Cookbooks for Christmas 2017
I never can resist a new cookbook. I love the thrill of cracking the spine so that I can lay it out on the table to read over breakfast. I can let the morning...
Cookery Books / Food Books / Read
by Caroline · Published December 11, 2017 · Last modified October 23, 2018
I never can resist a new cookbook. I love the thrill of cracking the spine so that I can lay it out on the table to read over breakfast. I can let the morning...
You wait for something to happen on the underground dining scene in Ireland for years – and then they all come along at once. Two weeks ago I wrote about Clonakilty by Candlelight, last week my feature on that plus Lilly Higgins’s Loaves and Fishes Supper Club was broadcast on Lyric fm. Then, on Friday myself and the Writer took ourselves for a post-gallery launch, pre-bookclub dinner at Crackbird, the pop up restaurant on Crane Lane in Dublin’s Temple Bar.
If you happened to pick up a copy of yesterday’s Irish Times, you might have come across the Christmas supplement with an article on food-related gifts by one Caroline Hennessy. If you didn’t, then you can take a look at the piece below. Click on a page to see it in a larger format on the Irish Times website.
Kitchen arrived at the cottage just before a recent weekend where I was the kind of unwell that makes you want to curl up on the couch with a mug of hot chocolate and a good book. I picked up Kitchen – carefully, I didn’t want to drop the hot chocolate, and it is a Big Book – and it was the perfect antidote to a few miserable days. I reveled in Nigella’s exuberant and extensive descriptions of Cheesy Chilli, Guinness Gingerbread and Marmalade Pudding Cake. Never mind the comfort eating: this is comfort reading at its very best.
I’m loving the new RTÉ player. We don’t have a television at the cottage but at least I can check out the latest food series, normally at the same time as feeding Little Missy! While she chews and hums her happy way through dinners of mashed avocado and beetroot or potato and courgette, I’ve watched Corrigan’s City Farm, most of Fresh from the Sea (note to self: remember to check player before programme is deleted) and am working my way through Trish’s French Country Kitchen.
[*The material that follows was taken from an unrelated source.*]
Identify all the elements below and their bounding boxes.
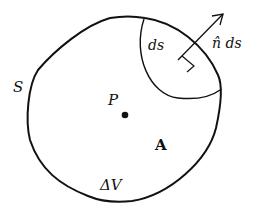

Despite all the recent rain and bad weather, the range of vegetables available at the Mallow Farmers’ Market continues to expand. As well as his fantastic salad leaves, which I eat for lunch every day, Morris from Gairdín Eden has been selling huge bunches of rhubarb and carrots. I also picked up some parsnips this week, along with a jar of West Cork Eden Honey – perfect for Honey Flapjacks, if I can save some back from the Husband and his toast!
Open any page in A Table in the Tarn and you’re likely to be seduced. I got stuck in the Deserts, Petits Four and Chocolates chapter, with recipes for Blackcurrant Leaf Sorbet, Home-Made Vanilla Marshmallows and Cocoa-Nib Florentines but, once I tore myself away from the sweet things, there was much more to recommend this memoir-style cookbook.
I think my mother has one of her legendary Pavlovas already in the works for the aftermath of the Easter family lunch but, if you’re not going to be as lucky, these Chocolate Hazelnut Mini-Puds, adapted from a Nigella recipe, are well worth trying. This mixture makes eight – serving our family of seven, with one left over to fight for – but it’s a very easy thing to halve the recipe if you are serving less people. You do not want to over cook these mini-puddings so the easiest way to make them is to melt the butter and dark chocolate just before lunch, leave to cool then combine with the rest of the pre-weighed ingredients as everyone relaxes after the lamb (it’s Easter – it has to be lamb!), sticking it into the oven while the table is cleared and the obligatory pot of post-lunch tea is made. And please do serve with the recommended jug of pouring cream – the combination of cold cream, gooey chocolate interior, crunchy hazelnuts (and, in the spirit of keeping this simple, I don’t worry about peeling them) and crusty sponge is truly worth enjoying in concentrated silence.